For hackers, reading emails is just the beginning. They can quickly understand how the business works, and how they can best steal information and/or money.
An attacker can follow conversations across multiple tools, see how teams communicate internally, and identify where approvals happen and how requests are handled. They begin to understand what a normal interaction looks like, what language is used, and how timing plays into decision-making. By the time they decide to act, they are not guessing what might work, they are building on real activity that already exists inside the organization.
Tools like Microsoft Copilot that are integrated with email and M365 help employees work through large amounts of information more efficiently, especially in environments where email, files, and conversations are all connected. They can summarize long threads, highlight key discussions, and surface tasks or follow-ups that would otherwise take time to piece together.

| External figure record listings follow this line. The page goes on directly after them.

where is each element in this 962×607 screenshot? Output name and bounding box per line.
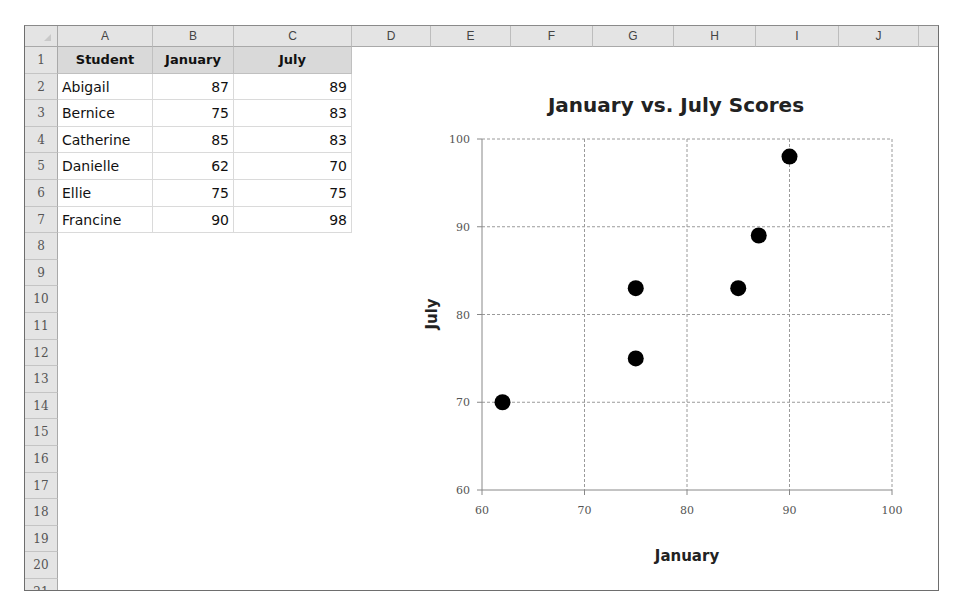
scatter-chart[interactable]: 6070809010060708090100 January vs. July … [0, 0, 962, 607]
data-point-danielle[interactable] [495, 394, 511, 410]
y-tick-label: 100 [449, 133, 470, 146]
x-tick-label: 70 [578, 504, 592, 517]
x-tick-label: 100 [882, 504, 903, 517]
data-point-bernice[interactable] [628, 280, 644, 296]
data-point-ellie[interactable] [628, 350, 644, 366]
x-tick-label: 60 [475, 504, 489, 517]
y-tick-label: 80 [456, 309, 470, 322]
data-point-abigail[interactable] [751, 228, 767, 244]
y-tick-label: 90 [456, 221, 470, 234]
y-tick-label: 70 [456, 396, 470, 409]
x-tick-label: 90 [783, 504, 797, 517]
y-tick-label: 60 [456, 484, 470, 497]
chart-title: January vs. July Scores [546, 93, 804, 117]
x-axis-title: January [654, 547, 720, 565]
data-point-francine[interactable] [782, 149, 798, 165]
y-axis-title: July [423, 298, 441, 330]
x-tick-label: 80 [680, 504, 694, 517]
data-point-catherine[interactable] [730, 280, 746, 296]
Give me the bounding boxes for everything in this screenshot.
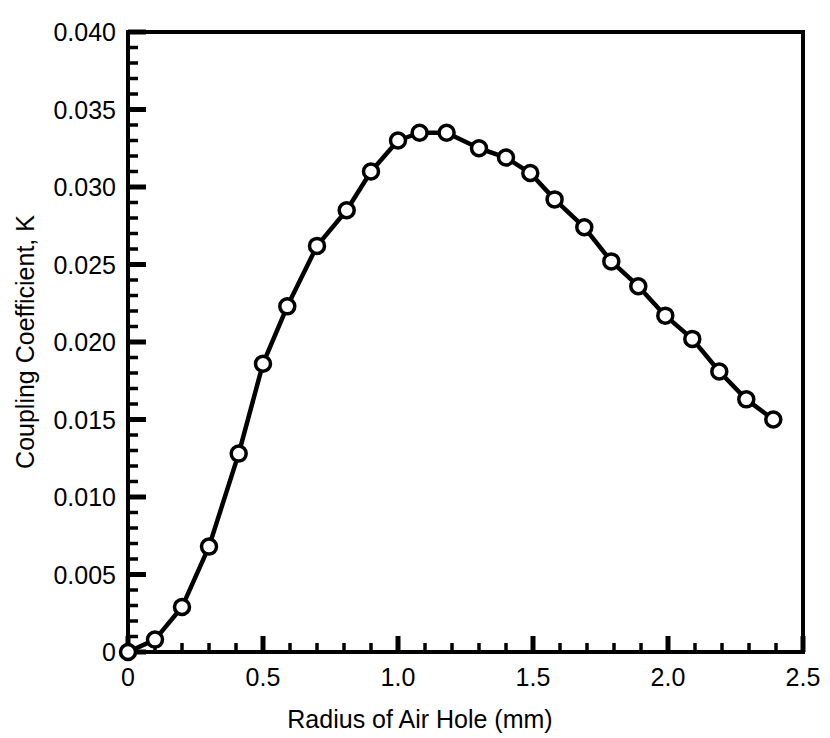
data-point-marker bbox=[310, 238, 325, 253]
data-point-marker bbox=[148, 632, 163, 647]
data-point-marker bbox=[391, 133, 406, 148]
x-tick-label: 0.5 bbox=[246, 663, 281, 691]
data-point-marker bbox=[631, 279, 646, 294]
y-tick-label: 0 bbox=[102, 638, 116, 666]
y-tick-label: 0.010 bbox=[53, 483, 116, 511]
data-point-marker bbox=[547, 192, 562, 207]
x-tick-label: 1.0 bbox=[381, 663, 416, 691]
data-point-marker bbox=[658, 308, 673, 323]
data-point-marker bbox=[412, 125, 427, 140]
x-tick-label: 1.5 bbox=[516, 663, 551, 691]
data-point-marker bbox=[604, 254, 619, 269]
data-point-marker bbox=[499, 150, 514, 165]
data-point-marker bbox=[256, 356, 271, 371]
data-point-marker bbox=[202, 539, 217, 554]
figure-background bbox=[0, 0, 830, 738]
y-tick-label: 0.020 bbox=[53, 328, 116, 356]
y-axis-title: Coupling Coefficient, K bbox=[11, 215, 39, 469]
data-point-marker bbox=[364, 164, 379, 179]
data-point-marker bbox=[577, 220, 592, 235]
data-point-marker bbox=[472, 141, 487, 156]
y-tick-label: 0.025 bbox=[53, 251, 116, 279]
line-chart: 00.51.01.52.02.5 00.0050.0100.0150.0200.… bbox=[0, 0, 830, 738]
data-point-marker bbox=[280, 299, 295, 314]
y-tick-label: 0.005 bbox=[53, 561, 116, 589]
data-point-marker bbox=[439, 125, 454, 140]
y-tick-label: 0.030 bbox=[53, 173, 116, 201]
data-point-marker bbox=[739, 392, 754, 407]
data-point-marker bbox=[121, 645, 136, 660]
data-point-marker bbox=[523, 166, 538, 181]
data-point-marker bbox=[339, 203, 354, 218]
x-axis-title: Radius of Air Hole (mm) bbox=[287, 705, 552, 733]
data-point-marker bbox=[712, 364, 727, 379]
y-tick-label: 0.040 bbox=[53, 18, 116, 46]
x-tick-label: 2.5 bbox=[786, 663, 821, 691]
y-tick-label: 0.035 bbox=[53, 96, 116, 124]
x-tick-label: 0 bbox=[121, 663, 135, 691]
y-tick-label: 0.015 bbox=[53, 406, 116, 434]
y-axis-tick-labels: 00.0050.0100.0150.0200.0250.0300.0350.04… bbox=[53, 18, 116, 666]
data-point-marker bbox=[231, 446, 246, 461]
data-point-marker bbox=[175, 600, 190, 615]
chart-figure: 00.51.01.52.02.5 00.0050.0100.0150.0200.… bbox=[0, 0, 830, 738]
data-point-marker bbox=[766, 412, 781, 427]
data-point-marker bbox=[685, 331, 700, 346]
x-tick-label: 2.0 bbox=[651, 663, 686, 691]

In a normal business setting, this helps people stay organized and make decisions faster without having to dig through everything manually. The problem is that hackers also get access to these AI shortcuts when they access an email and M365 account.
Instead of slowly reading through emails and files to understand how the business operates, they can quickly identify which conversations matter, where money is involved, who is making decisions, and what is currently in motion. Hackers make their plans quickly, while silently exploring everything about your business.
In most cases, there isn’t a clear sign that someone else is inside the account until after something has already happened. This is where identity-focused monitoring comes into play.
Instead of only looking at emails, it watches how accounts are being used across Microsoft 365 or Google Workspace, including logins, file access, mailbox activity, and changes happening behind the scenes. When something doesn’t match normal behavior, like a login from a new location followed by unusual activity, it can be flagged and acted on quickly, which limits how long someone can stay inside and what they are able to do.
In most cases, your employees are doing exactly what they’re supposed to be doing, responding to vendors, working through emails, and keeping things moving. This is exactly why the focus needs to be on protecting your business credentials for emails and digital world from hackers.
What to do now? Get a Security Audit by filling out the form on this page to see if you are vulnerable and learn how we can protect your business by stopping hackers cold.